Dr. Friedman says he suspected communication had something to do with the low compliance rates, and he says what he found out next has changed the way he interacts with not only his patients, but with his family and coworkers, too.

“One of the key issues when we studied medicine or studied optometry is that we learned to ask very focused questions. ‘Does your knee hurt? Does this hurt?’-and it’s all yes or no. We forget how to listen and how to get information that they won’t volunteer when you talk to them like that,” he says.

Related: Two-way patient communication is essential to patient care

When he studied doctor-patient communication, he found that doctors did nearly 70 percent of the talking and asked two-thirds of the questions. They almost never discussed barriers to adherence and rarely asked the patients their understanding of the disease and how it would affect them.
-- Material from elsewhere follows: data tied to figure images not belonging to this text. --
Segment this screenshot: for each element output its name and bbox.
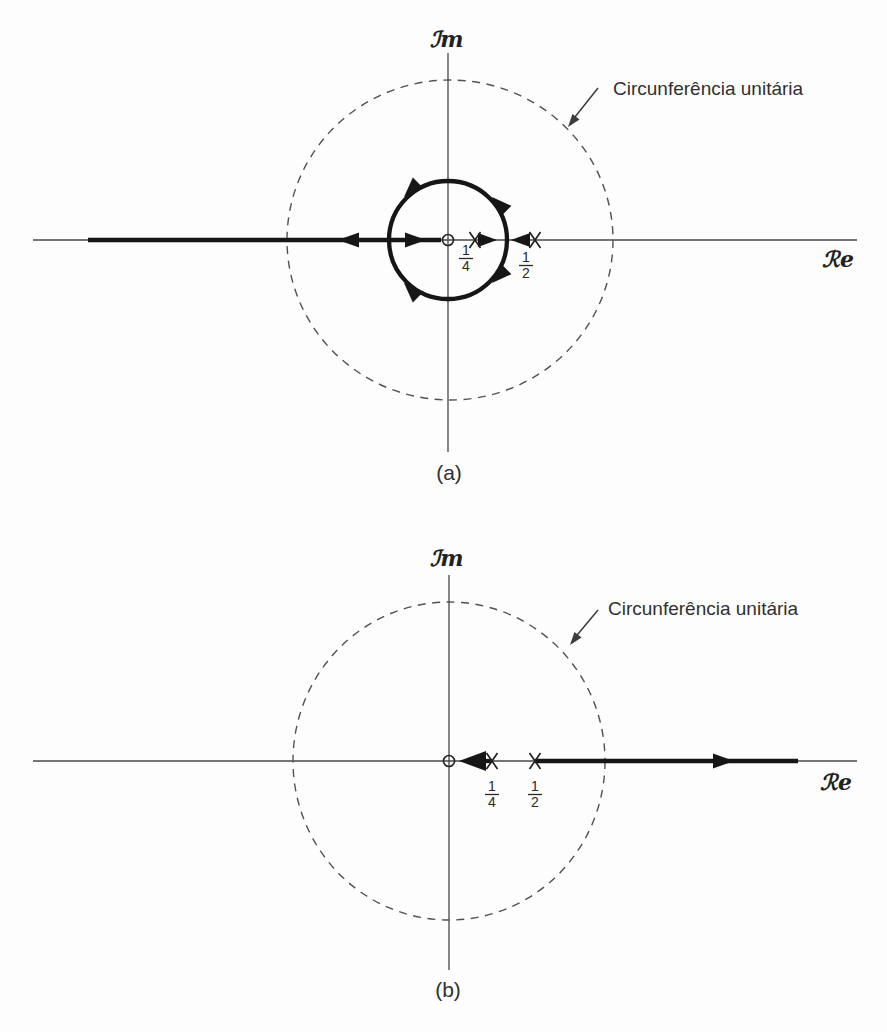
arrowhead-to-minus-infinity-icon [338, 233, 359, 248]
arrowhead-into-zero-icon [459, 751, 486, 771]
fraction-denominator: 4 [488, 794, 496, 810]
annotation-arrowhead-icon [566, 632, 581, 648]
panel-caption: (b) [435, 978, 461, 1001]
breakaway-arrowhead-left-icon [511, 233, 530, 247]
real-axis-label: ℛe [822, 246, 854, 272]
fraction-numerator: 1 [531, 778, 539, 794]
fraction-numerator: 1 [488, 778, 496, 794]
breakaway-arrowhead-right-icon [478, 233, 497, 247]
fraction-denominator: 4 [462, 258, 470, 274]
imaginary-axis-label: ℐm [430, 545, 463, 571]
pole-label-half: 1 2 [519, 249, 533, 281]
arrowhead-into-zero-icon [405, 233, 426, 248]
arrowhead-to-plus-infinity-icon [713, 754, 734, 769]
real-axis-label: ℛe [820, 769, 852, 795]
fraction-denominator: 2 [522, 265, 530, 281]
panel-caption: (a) [436, 461, 462, 484]
panel-a: 1 4 1 2 ℐm ℛe Circunferência unitária (a… [33, 26, 857, 484]
unit-circle-label: Circunferência unitária [613, 78, 804, 99]
pole-label-quarter: 1 4 [485, 778, 499, 810]
imaginary-axis-label: ℐm [430, 26, 463, 52]
figure-page: 1 4 1 2 ℐm ℛe Circunferência unitária (a… [0, 0, 887, 1032]
fraction-numerator: 1 [522, 249, 530, 265]
unit-circle-label: Circunferência unitária [608, 598, 799, 619]
fraction-numerator: 1 [462, 242, 470, 258]
fraction-denominator: 2 [531, 794, 539, 810]
panel-b: 1 4 1 2 ℐm ℛe Circunferência unitária (b… [33, 545, 857, 1001]
pole-label-half: 1 2 [528, 778, 542, 810]
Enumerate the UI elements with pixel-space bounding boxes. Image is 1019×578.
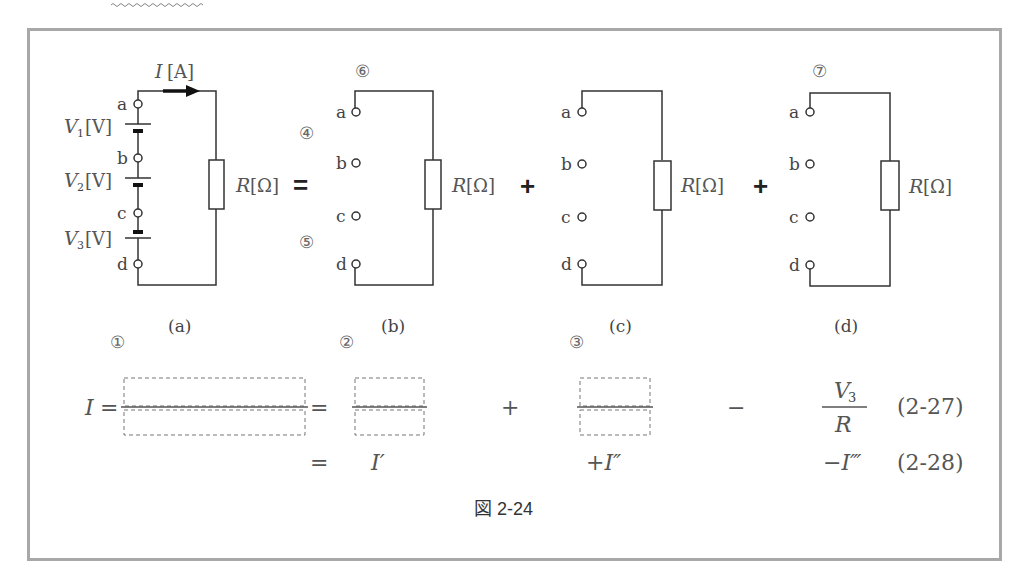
plus-operator-2: + [753,171,768,201]
resistor-d [881,161,899,210]
figure-caption: 図 2-24 [474,499,533,519]
term-I-triple-prime: −I‴ [823,450,862,475]
terminal-c [578,213,586,221]
eq-lhs-I: I [84,395,95,420]
resistor-d-label-italic: R [908,175,923,197]
equation-2-27: ① ② ③ I = = + − V 3 R (2-27) [84,332,964,437]
resistor-b [425,160,441,209]
blank-marker-3: ③ [569,332,584,352]
circuit-b-caption: (b) [381,316,405,336]
current-arrow-icon [186,85,200,97]
resistor-c-label-italic: R [680,174,695,196]
v1-subscript: 1 [77,127,84,140]
terminal-b [352,159,360,167]
circuit-d-caption: (d) [834,316,858,336]
terminal-label-c: c [789,207,799,227]
terminal-label-b: b [561,154,572,174]
resistor-a [209,160,224,209]
battery-v2-short-plate [133,183,143,187]
terminal-label-a: a [336,102,346,122]
v2-subscript: 2 [77,181,84,194]
terminal-c [352,212,360,220]
terminal-label-a: a [117,94,127,114]
terminal-a [352,108,360,116]
terminal-label-c: c [336,206,346,226]
terminal-label-d: d [561,254,572,274]
terminal-label-b: b [789,154,800,174]
plus-sign: + [501,395,519,420]
circuit-c-caption: (c) [609,316,632,336]
blank-denominator-3 [580,410,650,435]
terminal-label-d: d [117,254,128,274]
resistor-c-label-unit: [Ω] [695,175,724,196]
v2-unit: [V] [85,170,112,191]
terminal-label-a: a [789,102,799,122]
terminal-a [578,108,586,116]
terminal-d [806,261,814,269]
terminal-b [806,160,814,168]
term-I-prime: I′ [370,450,385,475]
resistor-d-label-unit: [Ω] [923,176,952,197]
battery-v1-short-plate [133,129,143,133]
circuit-d: ⑦ a b c d R [Ω] (d) [789,61,952,336]
equation-number-2-27: (2-27) [897,394,964,419]
terminal-label-d: d [336,254,347,274]
terminal-b [134,154,142,162]
terminal-label-b: b [117,148,128,168]
v3-unit: [V] [85,228,112,249]
resistor-c [654,161,671,210]
fraction-denominator-R: R [834,412,852,437]
blank-marker-2: ② [339,332,354,352]
terminal-a [134,100,142,108]
current-label-unit: [A] [167,61,194,82]
terminal-label-c: c [561,207,571,227]
battery-v3-short-plate [133,230,143,234]
equals-operator: = [293,170,308,200]
eq-sign-3: = [310,450,328,475]
terminal-label-b: b [336,153,347,173]
circuit-a: I [A] a V 1 [V] b V 2 [V] c V 3 [V] [64,60,279,336]
current-label-italic: I [154,60,163,82]
blank-denominator-2 [355,410,424,435]
resistor-b-label-italic: R [451,174,466,196]
blank-marker-5: ⑤ [299,232,314,252]
blank-numerator-3 [580,378,650,406]
blank-marker-1: ① [110,332,125,352]
terminal-d [134,260,142,268]
resistor-a-label-italic: R [235,174,250,196]
eq-sign-1: = [100,395,118,420]
equation-number-2-28: (2-28) [897,450,964,475]
term-I-double-prime: +I″ [586,450,622,475]
equation-2-28: = I′ +I″ −I‴ (2-28) [310,450,964,475]
plus-operator-1: + [520,171,535,201]
circuit-b: ⑥ ④ ⑤ a b c d R [Ω] (b) [299,61,495,336]
blank-marker-4: ④ [299,123,314,143]
fraction-numerator-sub: 3 [848,390,856,405]
circuit-a-caption: (a) [168,316,191,336]
v3-subscript: 3 [77,239,84,252]
blank-marker-6: ⑥ [355,61,370,81]
circuit-c: a b c d R [Ω] (c) [561,91,724,336]
blank-numerator-1 [124,378,305,406]
resistor-a-label-unit: [Ω] [250,175,279,196]
blank-denominator-1 [124,410,305,435]
terminal-d [352,260,360,268]
circuit-diagram: .w { stroke: #333; stroke-width: 1.5; fi… [0,0,1019,578]
v1-unit: [V] [85,116,112,137]
terminal-label-d: d [789,255,800,275]
blank-numerator-2 [355,378,424,406]
terminal-c [806,213,814,221]
terminal-a [806,108,814,116]
terminal-label-c: c [117,203,127,223]
terminal-b [578,160,586,168]
terminal-label-a: a [561,102,571,122]
terminal-d [578,260,586,268]
blank-marker-7: ⑦ [812,61,827,81]
resistor-b-label-unit: [Ω] [466,175,495,196]
terminal-c [134,209,142,217]
eq-sign-2: = [310,395,328,420]
minus-sign: − [727,395,745,420]
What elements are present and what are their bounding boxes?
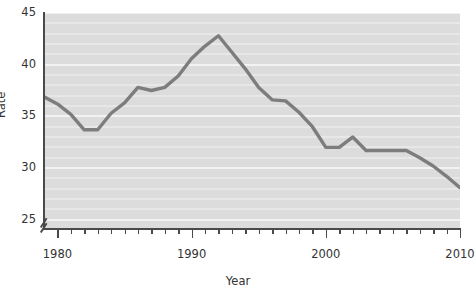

Patients were asked if they had any questions only 18 percent of the time.

In that study, 12 of the 50 patients later admitted they weren’t taking their drops-doctors detected only three of those cases.

The doctors were then trained on communication techniques:

• Open-ended questions

• Non-judgmental environment

• Ask the patient what they understand about glaucoma

• Ask about missed doses

“Open-ended questions are ‘How are you using your drops? What’s your understanding of glaucoma?’-I actually had to memorize some of these because IK was so closed-ended in everything I said,” Dr. Friedman says.

He says, “It’s really hard taking medicines,” to nearly every patient to see what they’ll say.

Related: Patients say the darndest things

After the training, the doctors asked twice as many questions and 55 percent of the doctors created a non-judgmental environment. They also detected more cases of missed doses.

“Changing the way we talk can improve outcomes, and I have to tell you, it just makes life more fun with my patients,” Dr. Friedman says.